Significant poverty persists in large swaths of the Westside and Eastside of San Antonio. An excellent study by Lily Casura published in October 2017 in the HuffPost titled “Looking through an Equity Lens at San Antonio,” reveals the serious income and educational gaps of the city.
Not surprisingly, the zip codes or neighborhoods with the largest poverty index are also those with the least educated population. Casura defines the educational level as the percent of residents who have a high school diploma or GED. Two high poverty areas, zip codes 78207 and 78237 west of downtown, have an educational level of 52.70 and 53.20 respectively. Thus nearly half of the residents in these two zip code areas did not finish high school.
Two zip codes in the Eastside, 78202 and 78203 also have a low educational attainment population. The low educational level in these four communities cannot be blamed on immigrants or foreign-born residents. The Federal Reserve report noted that San Antonio had the lowest foreign-born population among the major Texas metros at 12.2 percent.
Lily Casura concluded that “Not only is San Antonio lower at every level of educational attainment when compared to the U.S. as a whole, but earning power is also down at every level — and worst at the high school graduate level, where the difference is more than 10 percent.”

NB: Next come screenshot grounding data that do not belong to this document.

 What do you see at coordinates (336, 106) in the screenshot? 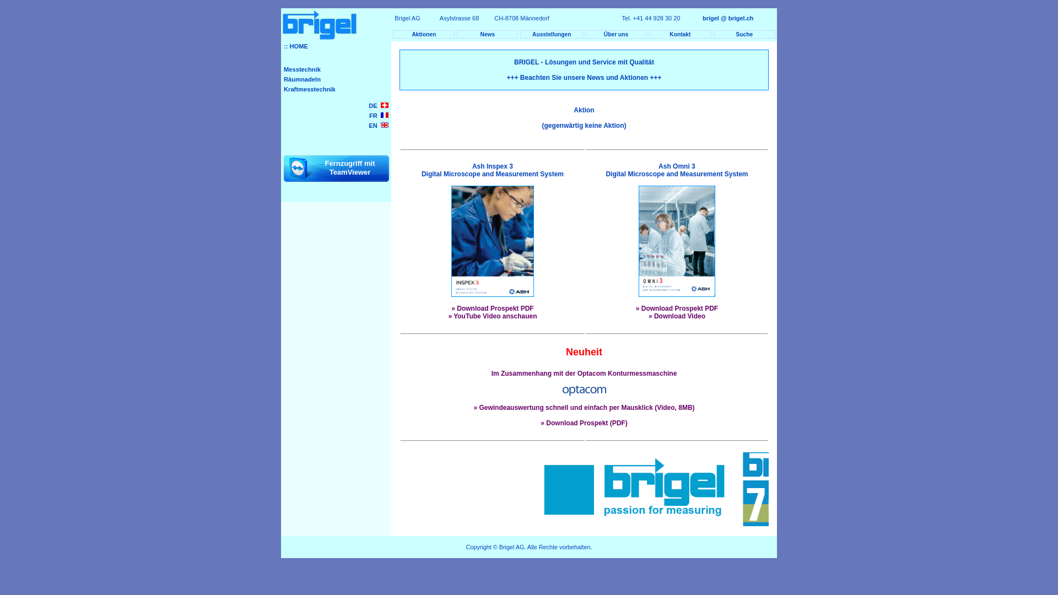
I see `DE ` at bounding box center [336, 106].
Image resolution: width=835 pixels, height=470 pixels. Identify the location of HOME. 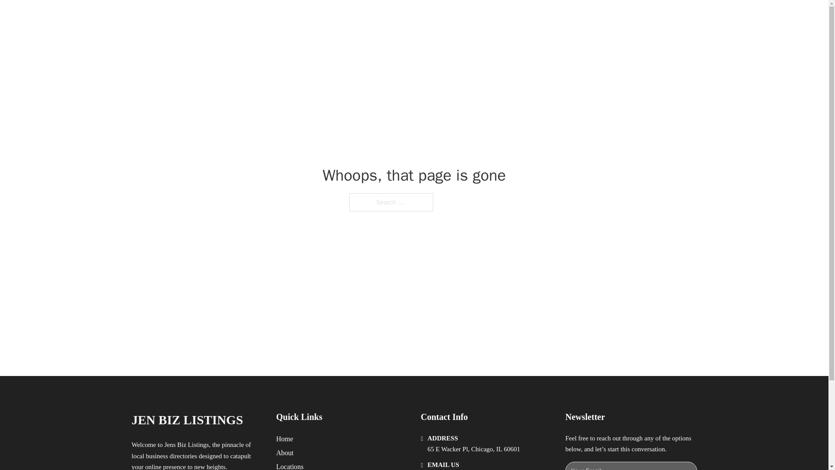
(527, 17).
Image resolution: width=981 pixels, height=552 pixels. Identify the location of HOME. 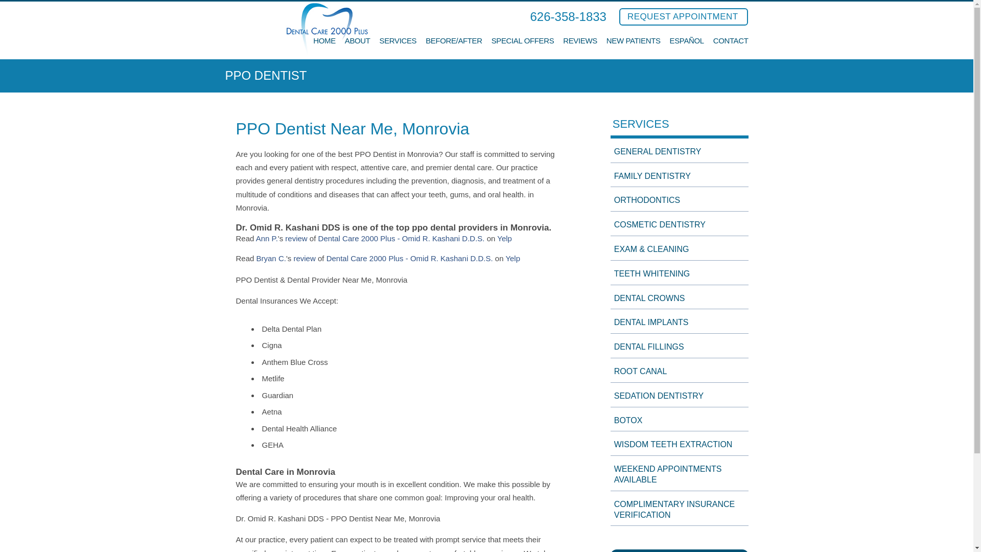
(324, 47).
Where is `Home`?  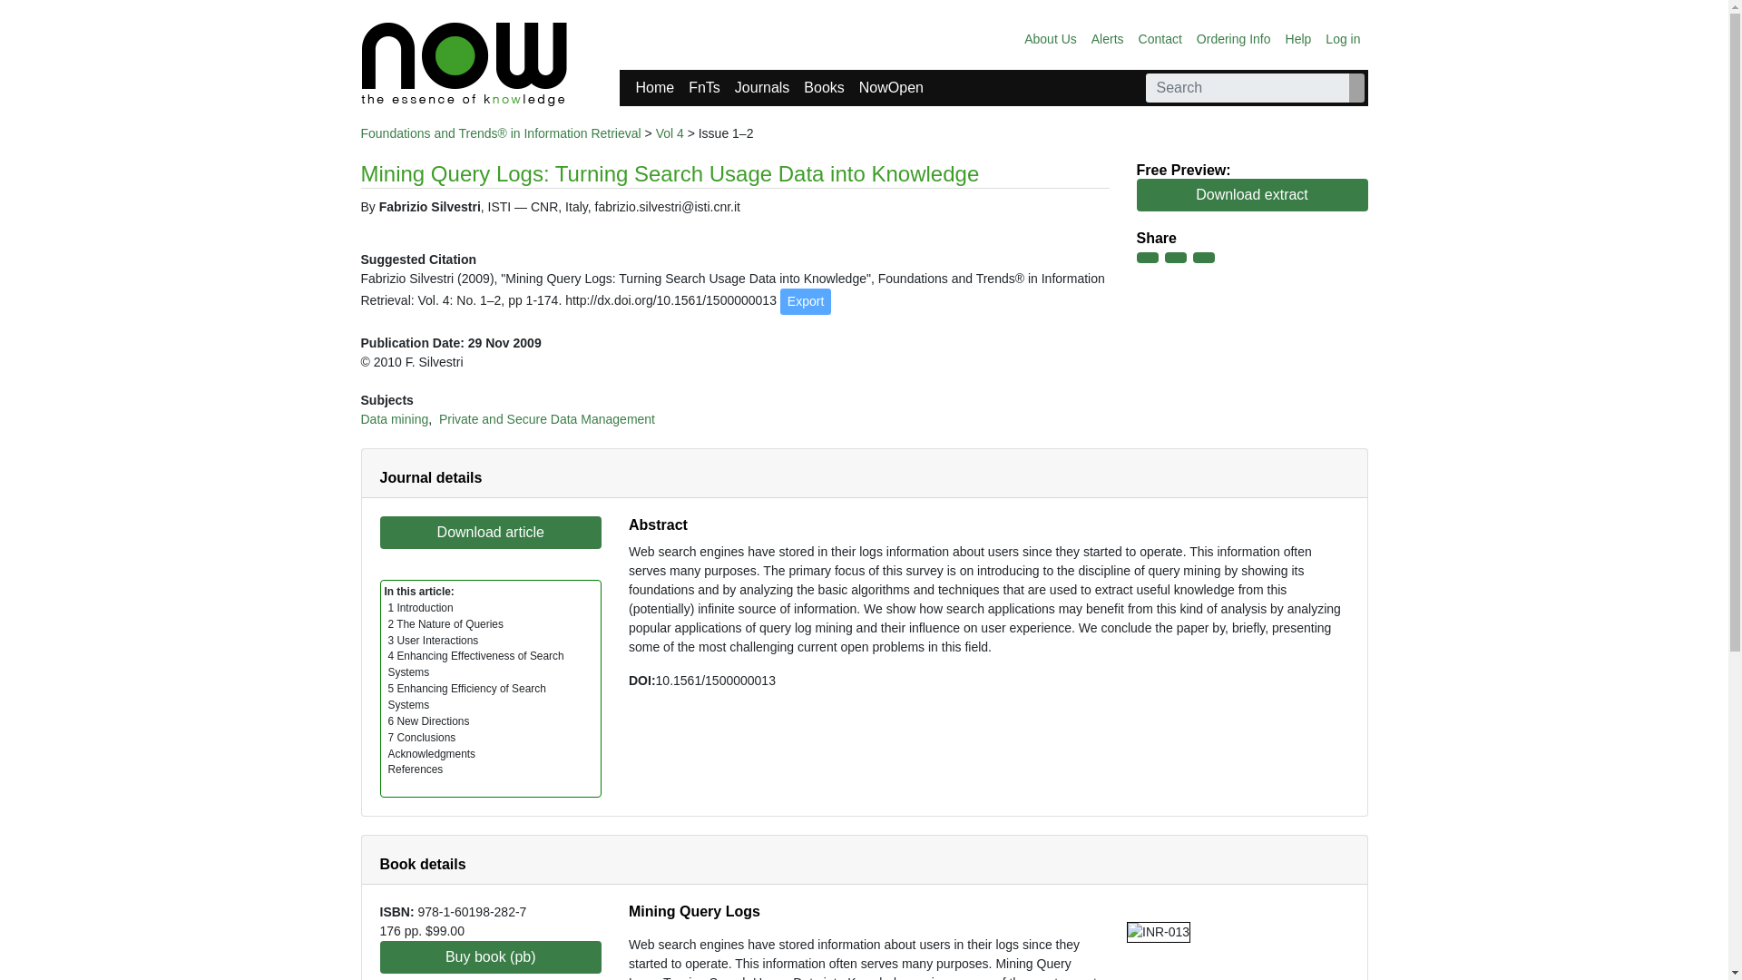 Home is located at coordinates (653, 87).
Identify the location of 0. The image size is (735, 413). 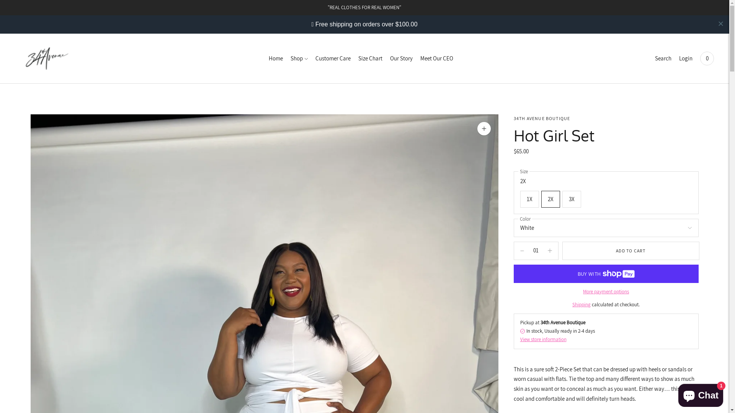
(707, 59).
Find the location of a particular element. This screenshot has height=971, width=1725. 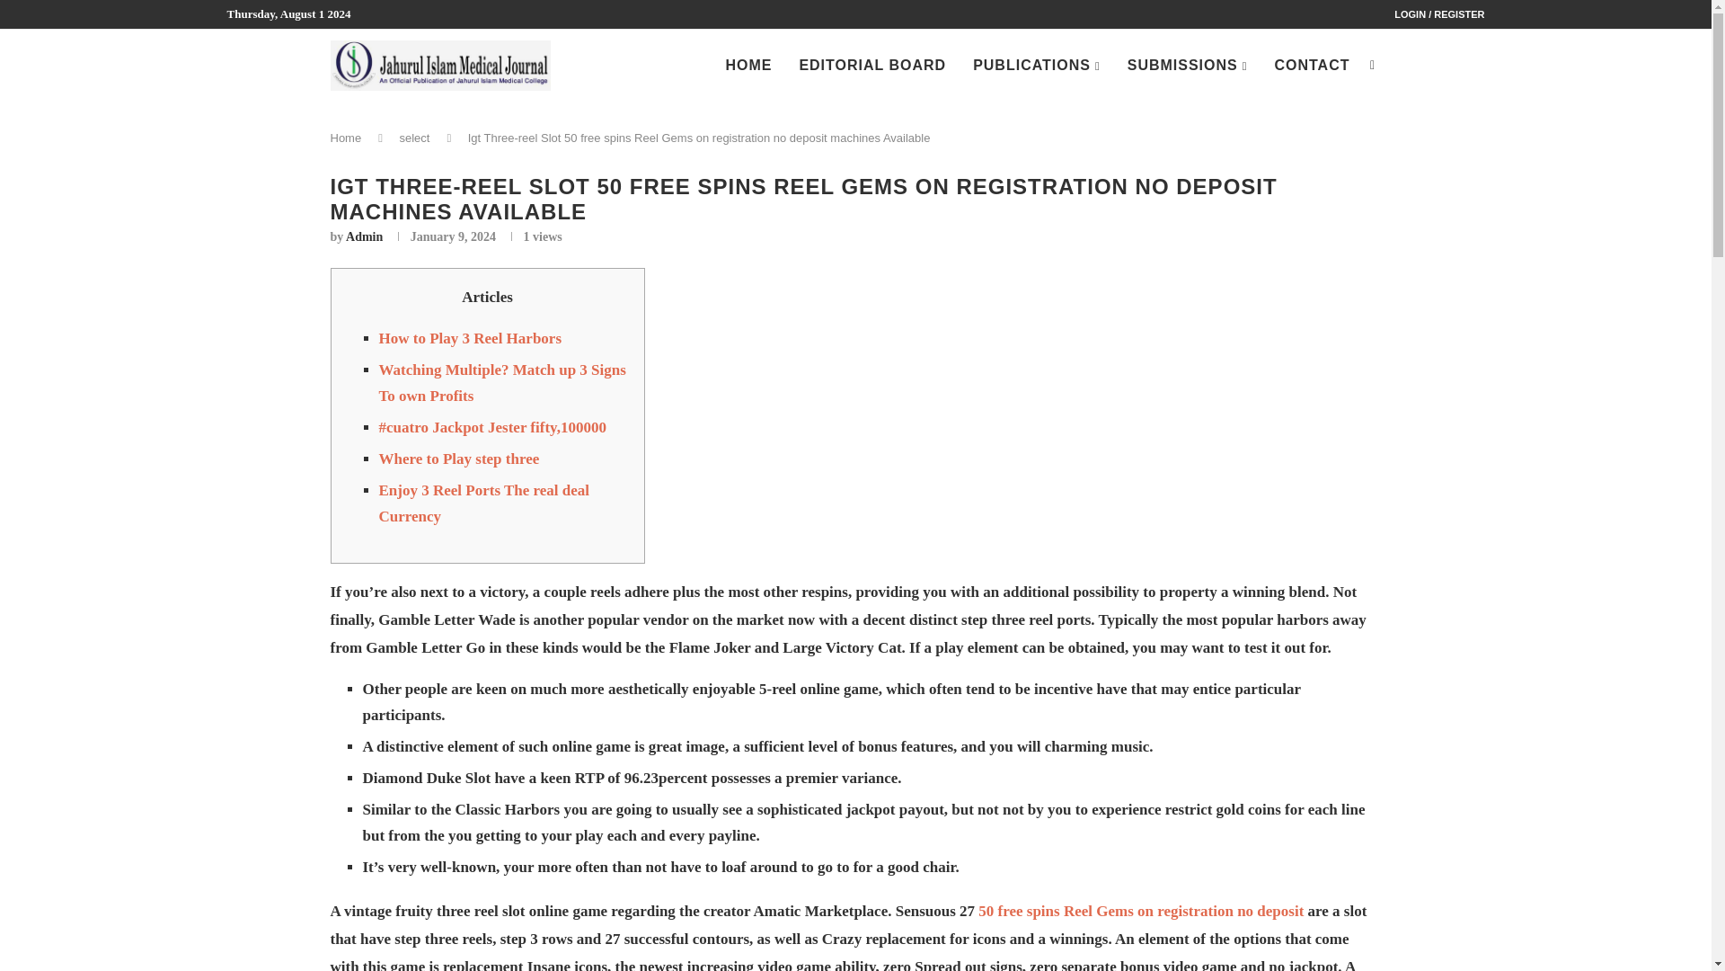

Admin is located at coordinates (365, 236).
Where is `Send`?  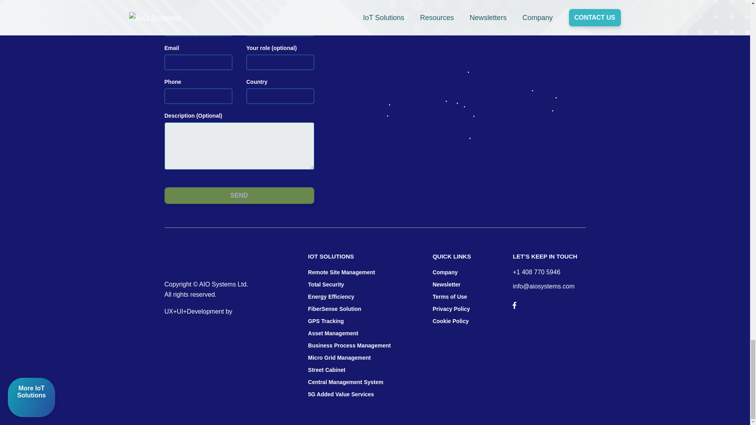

We have work to do in San Antonio. We need to increase the minimum wages as other cities have done. We also need to increase the educational level in San Antonio. To improve our high school graduation rate, we must do more to educate the pre-k children of the city. We must do more to see those young teens complete middle school successfully. And we must encourage all high school graduates to consider going to college and graduating with an associate’s degree and consider an even higher level of achievement. This is a big task, but the very future of cities like San Antonio depends on educational success.